U.S. VACCINATION CAMPAIGN: “HAND-TO-HAND COMBAT”

Last Wednesday The New York Times kept up its policy of dutifully repeating without any questioning the military language and war analogies when referring to the federal government’s vaccination campaign. 
The self-proclaimed “Paper of Record” headline read:

Nation Faces “Hand-to-Hand Combat” to Get Reluctant Americans Vaccinated

The article opens with: 
“Now that President Biden has met his goal to have all adults eligible for the coronavirus vaccine, health officials across the country are hitting what appears to be a soft ceiling: More than half the nation’s adults have received at least one dose, but it is going to take hard work and some creative changes in strategy—to convince the rest.”
The Times notes close collaboration of the White House and major business interests in getting Americans vaccinated when it quotes Michael Carney, an executive with the U.S. Chamber of Commerce, who said, “If you think of this as a war, we’re about to enter the hand-to-hand combat phase of the war.”
Legal Argument
While the federal government is not allowed by law to mandate vaccinations, a number of law experts claim private businesses can with few exceptions. On 2 December, Reuters quoted Lawrence Gostin, a global health law professor at Georgetown University, who said, “Companies have every good reason to get all of their employees vaccinated and also have an obligation to keep all employees and customers safe.”
The Reuters article notes that Gostin and other health law experts have said that private companies in the U.S. have “broad liberties to set health and safety standards,” allowing them to mandate vaccinations as a condition of employment with some exceptions.
They are supported by the Equal Employment Opportunity Commission which, according to the article, “has told employers that they can require vaccination to protect public health.”
The Reuters article interviewed Robert Field, a professor of law and public health at Drexel University, who said, “Employers are on shakier grounds because of the emergency use authorization.” 
However, other “legal scholars” have stated that companies can do as they wish regardless of whether the vaccine is for emergency use or not. Moreover, it is only a matter of time before the FDA will “officially approve” the COVID jabs.
TREND FORECAST: As of Sunday, according to the CDC, 28 percent of Americans are fully vaccinated. They estimate that by the end of August, some 85 percent will have gotten two shots.
However, data shows ingrained resistance among religious groups, such as Evangelicals, who comprise about 30 to 35 percent of America’s population, according to Wheaton College’s Institute for the Studies… a significant percentage who do not trust the vaccine.
TRENDPOST: As we wrote in our 13 April article, “MEDIA: GET JABBED, END THE COVID WAR”:
For those requiring proof that there are serious concerns about the COVID vaccinations, of the workers most vulnerable to allegedly getting get infected – healthcare workers in nursing homes – only 37.5 percent of them have taken up offers to be vaccinated. Indeed, with so many nursing home patients being vaccinated with a wide array of shots for various “medical” reasons, these frontline workers have witnessed firsthand the pros and cons of Big Pharma injections. 
As Robert Field, the law and public health expert quoted in the Reuters article cited above pointed out, the fact that these new vaccines were rushed out to the public under the Emergency Use Authorization gives those who want to take a “wait and see” attitude a potential legal strategy.
Thus, we maintain our forecast for anti-vax, anti-establishment political movements to gain significant political strength in western nations.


# TASK
Reproduce the entries verbatim; no pictures.

# AVAILABLE DATA
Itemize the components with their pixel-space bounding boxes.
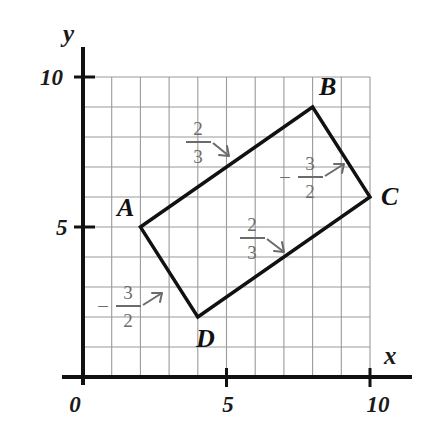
x-tick-label-5: 5 xyxy=(222,392,234,417)
slope-ad-sign: – xyxy=(97,294,108,315)
slope-dc-arrow xyxy=(267,239,284,252)
slope-ad-denominator: 2 xyxy=(123,310,133,331)
slope-dc-numerator: 2 xyxy=(247,214,257,235)
slope-annotation-ab: 2 3 xyxy=(186,118,229,167)
slope-annotation-ad: – 3 2 xyxy=(97,282,162,331)
coordinate-grid-figure: y x 10 5 0 5 10 A B C D 2 3 – 3 xyxy=(0,0,437,423)
slope-ab-numerator: 2 xyxy=(193,118,203,139)
slope-ab-denominator: 3 xyxy=(193,146,203,167)
y-axis-label: y xyxy=(60,20,75,47)
slope-bc-numerator: 3 xyxy=(305,153,315,174)
vertex-label-b: B xyxy=(318,72,336,101)
vertex-label-c: C xyxy=(381,182,399,211)
y-tick-label-10: 10 xyxy=(40,65,64,90)
slope-bc-denominator: 2 xyxy=(305,181,315,202)
slope-annotation-bc: – 3 2 xyxy=(279,153,344,202)
slope-dc-denominator: 3 xyxy=(247,242,257,263)
axes xyxy=(62,47,412,387)
x-axis-label: x xyxy=(383,342,397,369)
slope-ad-numerator: 3 xyxy=(123,282,133,303)
vertex-label-a: A xyxy=(115,193,134,222)
slope-annotation-dc: 2 3 xyxy=(240,214,284,263)
slope-bc-sign: – xyxy=(279,165,290,186)
plot-svg: y x 10 5 0 5 10 A B C D 2 3 – 3 xyxy=(0,0,437,423)
x-tick-label-0: 0 xyxy=(69,392,81,417)
x-tick-label-10: 10 xyxy=(367,392,391,417)
vertex-label-d: D xyxy=(195,324,215,353)
y-tick-label-5: 5 xyxy=(56,215,68,240)
slope-ad-arrow xyxy=(143,293,162,305)
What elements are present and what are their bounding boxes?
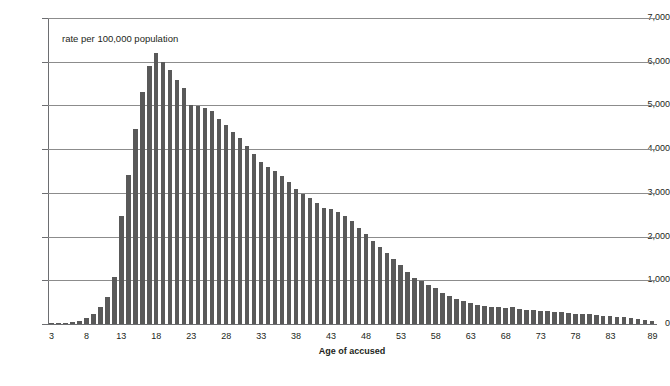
bar-cell: [446, 18, 453, 324]
bar[interactable]: [343, 216, 347, 324]
bar[interactable]: [538, 311, 542, 324]
bar-cell: [230, 18, 237, 324]
bar[interactable]: [147, 66, 151, 324]
bar[interactable]: [636, 319, 640, 324]
bar-cell: [614, 18, 621, 324]
bar[interactable]: [77, 321, 81, 324]
bar[interactable]: [385, 253, 389, 324]
bar[interactable]: [524, 310, 528, 324]
bar[interactable]: [371, 241, 375, 324]
bar[interactable]: [217, 119, 221, 324]
bar[interactable]: [433, 288, 437, 324]
bar[interactable]: [287, 182, 291, 325]
bar[interactable]: [391, 259, 395, 324]
x-axis-tick-label: 38: [291, 330, 301, 342]
bar-cell: [600, 18, 607, 324]
bar[interactable]: [119, 216, 123, 324]
bar[interactable]: [419, 281, 423, 324]
bar[interactable]: [231, 132, 235, 324]
bar[interactable]: [587, 314, 591, 324]
bar[interactable]: [447, 296, 451, 324]
bar[interactable]: [329, 209, 333, 324]
bar[interactable]: [545, 311, 549, 324]
bar-cell: [495, 18, 502, 324]
bar[interactable]: [112, 277, 116, 324]
bar[interactable]: [440, 293, 444, 324]
bar[interactable]: [622, 317, 626, 324]
bar[interactable]: [594, 315, 598, 324]
bar[interactable]: [489, 307, 493, 324]
bar[interactable]: [168, 70, 172, 324]
bar[interactable]: [364, 234, 368, 324]
bar[interactable]: [154, 53, 158, 324]
bar[interactable]: [56, 323, 60, 324]
bar[interactable]: [454, 299, 458, 324]
bar[interactable]: [294, 189, 298, 325]
bar[interactable]: [552, 312, 556, 324]
bar[interactable]: [266, 167, 270, 324]
bar[interactable]: [84, 318, 88, 324]
bar[interactable]: [615, 317, 619, 324]
bar-cell: [390, 18, 397, 324]
bar[interactable]: [315, 203, 319, 324]
bar[interactable]: [412, 278, 416, 324]
x-axis-line: [48, 324, 657, 325]
bar[interactable]: [573, 314, 577, 324]
bar[interactable]: [189, 105, 193, 324]
bar[interactable]: [531, 310, 535, 324]
bar[interactable]: [357, 228, 361, 324]
bar[interactable]: [405, 272, 409, 324]
x-axis-tick-label: 83: [606, 330, 616, 342]
bar[interactable]: [608, 316, 612, 324]
bar[interactable]: [517, 309, 521, 324]
bar[interactable]: [105, 297, 109, 324]
bar[interactable]: [461, 301, 465, 324]
x-axis-tick-label: 43: [326, 330, 336, 342]
bar[interactable]: [182, 88, 186, 324]
bar[interactable]: [196, 106, 200, 324]
bar-cell: [97, 18, 104, 324]
bar[interactable]: [210, 111, 214, 324]
bar[interactable]: [63, 323, 67, 324]
bar[interactable]: [98, 307, 102, 324]
bar[interactable]: [468, 303, 472, 324]
bar[interactable]: [398, 265, 402, 324]
bar[interactable]: [650, 321, 654, 324]
bar[interactable]: [259, 162, 263, 324]
bar[interactable]: [70, 322, 74, 324]
bar[interactable]: [475, 305, 479, 324]
bar[interactable]: [350, 221, 354, 324]
bar[interactable]: [629, 318, 633, 324]
bar[interactable]: [322, 208, 326, 324]
bar[interactable]: [245, 146, 249, 324]
bar[interactable]: [203, 108, 207, 324]
bar[interactable]: [336, 212, 340, 324]
bar[interactable]: [140, 92, 144, 324]
bar[interactable]: [126, 175, 130, 324]
bar[interactable]: [161, 62, 165, 324]
bar[interactable]: [238, 138, 242, 324]
bar[interactable]: [273, 171, 277, 324]
bar[interactable]: [252, 154, 256, 324]
bar[interactable]: [566, 313, 570, 324]
bar[interactable]: [426, 285, 430, 324]
bar[interactable]: [559, 312, 563, 324]
bar[interactable]: [496, 307, 500, 324]
bar[interactable]: [280, 176, 284, 324]
bar-cell: [334, 18, 341, 324]
bar[interactable]: [643, 320, 647, 324]
bar[interactable]: [133, 129, 137, 324]
bar[interactable]: [49, 323, 53, 324]
bar-cell: [432, 18, 439, 324]
bar[interactable]: [308, 198, 312, 324]
bar[interactable]: [301, 194, 305, 324]
bar[interactable]: [91, 314, 95, 324]
bar[interactable]: [601, 316, 605, 324]
bar[interactable]: [510, 307, 514, 324]
bar[interactable]: [378, 247, 382, 324]
bar[interactable]: [503, 308, 507, 324]
bar[interactable]: [224, 125, 228, 324]
bar[interactable]: [175, 80, 179, 324]
bar[interactable]: [580, 314, 584, 324]
bar[interactable]: [482, 306, 486, 324]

# SOLUTION
Itemize the components with their pixel-space bounding boxes.
x-tick-label-5: 5 xyxy=(222,392,234,417)
slope-ad-sign: – xyxy=(97,294,108,315)
slope-dc-arrow xyxy=(267,239,284,252)
slope-ad-denominator: 2 xyxy=(123,310,133,331)
slope-dc-numerator: 2 xyxy=(247,214,257,235)
slope-annotation-ab: 2 3 xyxy=(186,118,229,167)
slope-annotation-ad: – 3 2 xyxy=(97,282,162,331)
coordinate-grid-figure: y x 10 5 0 5 10 A B C D 2 3 – 3 xyxy=(0,0,437,423)
slope-ab-numerator: 2 xyxy=(193,118,203,139)
slope-ab-denominator: 3 xyxy=(193,146,203,167)
y-axis-label: y xyxy=(60,20,75,47)
slope-bc-numerator: 3 xyxy=(305,153,315,174)
vertex-label-b: B xyxy=(318,72,336,101)
vertex-label-c: C xyxy=(381,182,399,211)
y-tick-label-10: 10 xyxy=(40,65,64,90)
slope-bc-denominator: 2 xyxy=(305,181,315,202)
slope-annotation-bc: – 3 2 xyxy=(279,153,344,202)
slope-dc-denominator: 3 xyxy=(247,242,257,263)
axes xyxy=(62,47,412,387)
x-axis-label: x xyxy=(383,342,397,369)
slope-ad-numerator: 3 xyxy=(123,282,133,303)
vertex-label-a: A xyxy=(115,193,134,222)
slope-annotation-dc: 2 3 xyxy=(240,214,284,263)
slope-bc-sign: – xyxy=(279,165,290,186)
plot-svg: y x 10 5 0 5 10 A B C D 2 3 – 3 xyxy=(0,0,437,423)
x-tick-label-0: 0 xyxy=(69,392,81,417)
x-tick-label-10: 10 xyxy=(367,392,391,417)
vertex-label-d: D xyxy=(195,324,215,353)
y-tick-label-5: 5 xyxy=(56,215,68,240)
slope-ad-arrow xyxy=(143,293,162,305)
What elements are present and what are their bounding boxes?
bar-cell: [446, 18, 453, 324]
bar[interactable]: [343, 216, 347, 324]
bar[interactable]: [538, 311, 542, 324]
bar-cell: [230, 18, 237, 324]
bar[interactable]: [147, 66, 151, 324]
bar[interactable]: [636, 319, 640, 324]
bar-cell: [614, 18, 621, 324]
bar[interactable]: [77, 321, 81, 324]
bar[interactable]: [385, 253, 389, 324]
bar[interactable]: [524, 310, 528, 324]
bar[interactable]: [371, 241, 375, 324]
bar[interactable]: [217, 119, 221, 324]
bar[interactable]: [433, 288, 437, 324]
bar[interactable]: [287, 182, 291, 325]
bar[interactable]: [391, 259, 395, 324]
x-axis-tick-label: 38: [291, 330, 301, 342]
bar-cell: [600, 18, 607, 324]
bar[interactable]: [119, 216, 123, 324]
bar[interactable]: [419, 281, 423, 324]
bar[interactable]: [231, 132, 235, 324]
bar[interactable]: [587, 314, 591, 324]
bar[interactable]: [447, 296, 451, 324]
bar[interactable]: [329, 209, 333, 324]
bar[interactable]: [545, 311, 549, 324]
bar-cell: [495, 18, 502, 324]
bar[interactable]: [112, 277, 116, 324]
bar[interactable]: [440, 293, 444, 324]
bar[interactable]: [622, 317, 626, 324]
bar[interactable]: [594, 315, 598, 324]
bar[interactable]: [489, 307, 493, 324]
bar[interactable]: [168, 70, 172, 324]
bar[interactable]: [364, 234, 368, 324]
bar[interactable]: [154, 53, 158, 324]
bar[interactable]: [56, 323, 60, 324]
bar[interactable]: [454, 299, 458, 324]
bar[interactable]: [294, 189, 298, 325]
bar[interactable]: [552, 312, 556, 324]
bar[interactable]: [266, 167, 270, 324]
bar[interactable]: [84, 318, 88, 324]
bar[interactable]: [615, 317, 619, 324]
bar-cell: [390, 18, 397, 324]
bar[interactable]: [315, 203, 319, 324]
bar[interactable]: [412, 278, 416, 324]
x-axis-line: [48, 324, 657, 325]
bar[interactable]: [573, 314, 577, 324]
bar[interactable]: [189, 105, 193, 324]
bar[interactable]: [531, 310, 535, 324]
bar[interactable]: [357, 228, 361, 324]
bar[interactable]: [405, 272, 409, 324]
x-axis-tick-label: 83: [606, 330, 616, 342]
bar[interactable]: [608, 316, 612, 324]
bar[interactable]: [517, 309, 521, 324]
bar[interactable]: [105, 297, 109, 324]
bar[interactable]: [461, 301, 465, 324]
x-axis-tick-label: 43: [326, 330, 336, 342]
bar[interactable]: [182, 88, 186, 324]
bar[interactable]: [196, 106, 200, 324]
bar-cell: [97, 18, 104, 324]
bar[interactable]: [210, 111, 214, 324]
bar[interactable]: [63, 323, 67, 324]
bar[interactable]: [98, 307, 102, 324]
bar[interactable]: [468, 303, 472, 324]
bar[interactable]: [398, 265, 402, 324]
bar[interactable]: [650, 321, 654, 324]
bar[interactable]: [259, 162, 263, 324]
bar[interactable]: [70, 322, 74, 324]
bar[interactable]: [475, 305, 479, 324]
bar[interactable]: [350, 221, 354, 324]
bar[interactable]: [629, 318, 633, 324]
bar[interactable]: [322, 208, 326, 324]
bar[interactable]: [245, 146, 249, 324]
bar[interactable]: [203, 108, 207, 324]
bar[interactable]: [336, 212, 340, 324]
bar[interactable]: [140, 92, 144, 324]
bar[interactable]: [126, 175, 130, 324]
bar[interactable]: [161, 62, 165, 324]
bar[interactable]: [238, 138, 242, 324]
bar[interactable]: [273, 171, 277, 324]
bar[interactable]: [252, 154, 256, 324]
bar[interactable]: [566, 313, 570, 324]
bar[interactable]: [426, 285, 430, 324]
bar[interactable]: [559, 312, 563, 324]
bar[interactable]: [496, 307, 500, 324]
bar[interactable]: [280, 176, 284, 324]
bar-cell: [334, 18, 341, 324]
bar[interactable]: [643, 320, 647, 324]
bar[interactable]: [133, 129, 137, 324]
bar[interactable]: [49, 323, 53, 324]
bar-cell: [432, 18, 439, 324]
bar[interactable]: [308, 198, 312, 324]
bar[interactable]: [301, 194, 305, 324]
bar[interactable]: [91, 314, 95, 324]
bar[interactable]: [601, 316, 605, 324]
bar[interactable]: [510, 307, 514, 324]
bar[interactable]: [378, 247, 382, 324]
bar[interactable]: [503, 308, 507, 324]
bar[interactable]: [224, 125, 228, 324]
bar[interactable]: [175, 80, 179, 324]
bar[interactable]: [580, 314, 584, 324]
bar[interactable]: [482, 306, 486, 324]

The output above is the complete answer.